I haven't been here in a while. I've wanted to be, a couple times, but I was afraid that my review of Rachel's book wasn't good enough. I started a review like ten times, but all I could muster was what I wrote before. Go read her book. It's honest, and a little too christian for my taste. Even though she was wearing such conservative clothes, she was naked on those pages, and for that, Rachel deserves the respect of an amazing review. I don't have one, so just read her fucking book and make your own decision. My ethos will have to carry this review. Woman of valor.
Who are you? Nature, or nurture? Are you a slave to your genetics, or to your upbringing? Philosophy 101. Religion 101. Economics 101. Why am I back here?
Because someone reminded me of the same thing that Jean Paul Sartre reminded me of in his essay "Existentialism is a Humanism": stop being a fucking coward, and make your own decisions.
Tonight, I was discussing with a friend why a statement was sexist. He said the nature of women was a certain way. I said, no it isn't. He said, yes it is. I said, no it isn't.
Esther says, who the fuck cares what the nature of women is?

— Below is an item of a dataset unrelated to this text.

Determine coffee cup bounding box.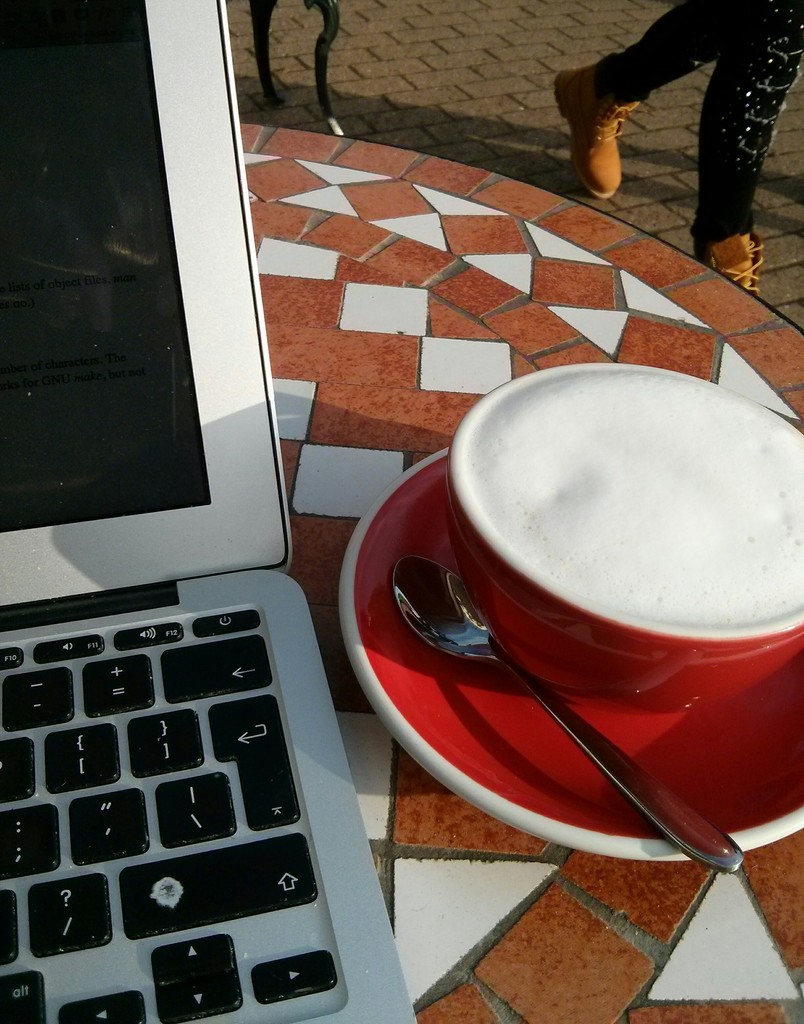
Determined: <region>444, 359, 803, 721</region>.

Look at this. Try not to be amazed. Actually, just go ahead and bust out the Depends, because if you're like me, if you're someone who spends so much time wondering about nature, you're just gonna shit yourself:
"How our bodies are formed doesn't rule what we do and how well we do things. It can help or hinder at times, and we don't follow nature. We dont run on our innate animalistic instincts. We are self aware. We control our impulses. Doesn't nature say make a shit ton of babies? That doesn't mean we should all shit out babies one after the other. But thats the whole point of basically everything alive: make more of itself or beings that are similar to itself. Thats what living beings are "programed" to do. But, so what? We dont think of that as our lives. The fact that we can think of that means we can decide. So we get to decide it. How our lives will be."
What do you even say to something like this? Look here: religious people are all hung up on how everybody should be. Should be straight, should be white, should be not-murderers. And this is so often backed up by the argument, "well that's how people should naturally be." Women naturally want to be submissive in the bedroom. Men naturally want to rape scantily clad ladies. It's just nature. It's not our fault.

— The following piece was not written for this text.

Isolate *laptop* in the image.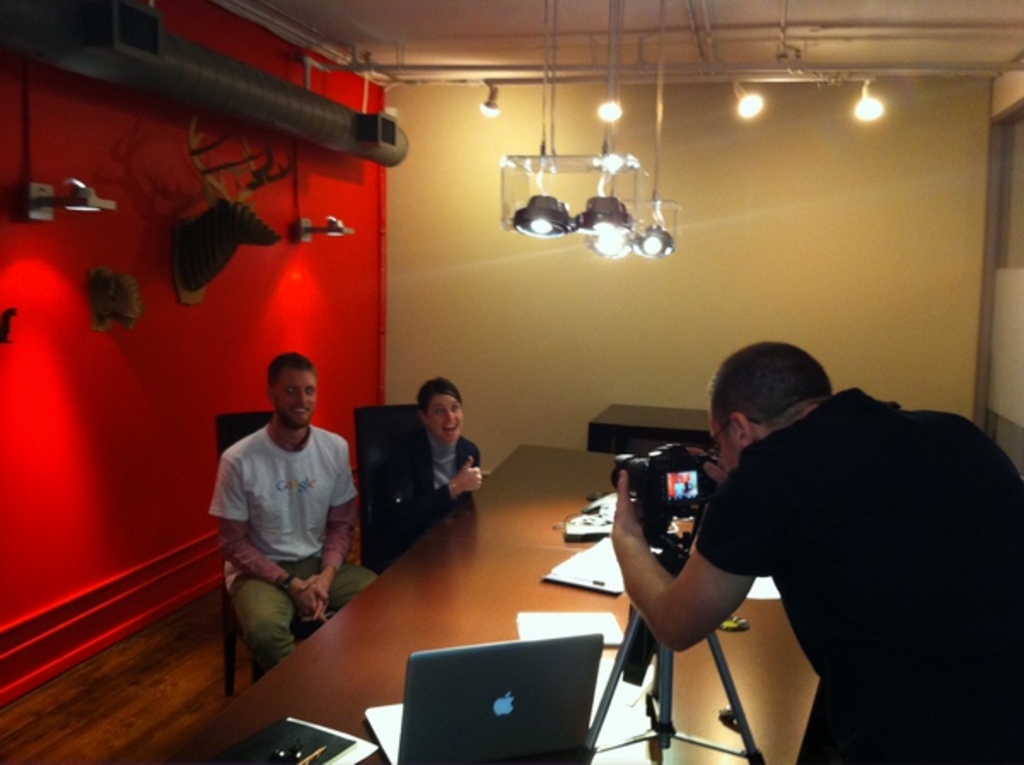
Isolated region: {"left": 364, "top": 632, "right": 606, "bottom": 763}.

Just as often: sin "nature." People naturally lie. We naturally want to reproduce. We naturally kill each other.
I know this sounds weird, but Sartre said, the freedom, the beauty of realizing there is no god, of realizing there is no reason for existence, is the recognition that it is our responsibility, not only to ourselves, but to every man, woman, and child in the world, to create our own reason for existing.
That's why Camus' Stranger suddenly didn't want to die.

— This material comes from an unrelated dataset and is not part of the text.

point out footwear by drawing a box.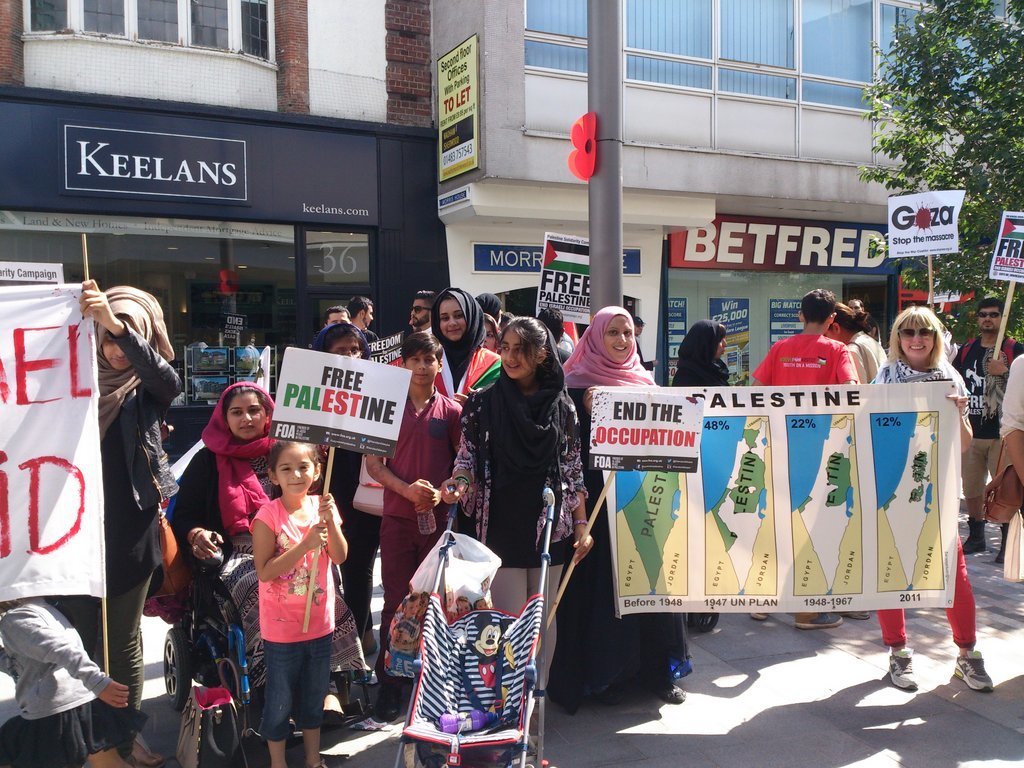
(370,683,400,725).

Esther isn't saying quite the same thing. But she is saying something close, right there. We don't think of mere continuation of the species as our lives. We get to decide how our lives will be.
You can stick your nature right up your goddamn asshole. I'd rather embrace that my nature is not my identity. Neither god nor biology determine the next decision I will make.
It's not nature vs. nurture. It's nature/nurture vs. make your own decisions. I know it's not that cut and dry. Let me have my fantasy of black and white lines.
We approach the absurd, asymptotically. We cling to our pitiful centers, praying that the gravitational pull will swing us into some sort of moral orbit. We gravitate towards planets with names like Satan and Descartes, but we're just adrift. And every one of us seeks orbit. But we're all so lost. Spacejunk. Beautiful, desperate, spacejunk.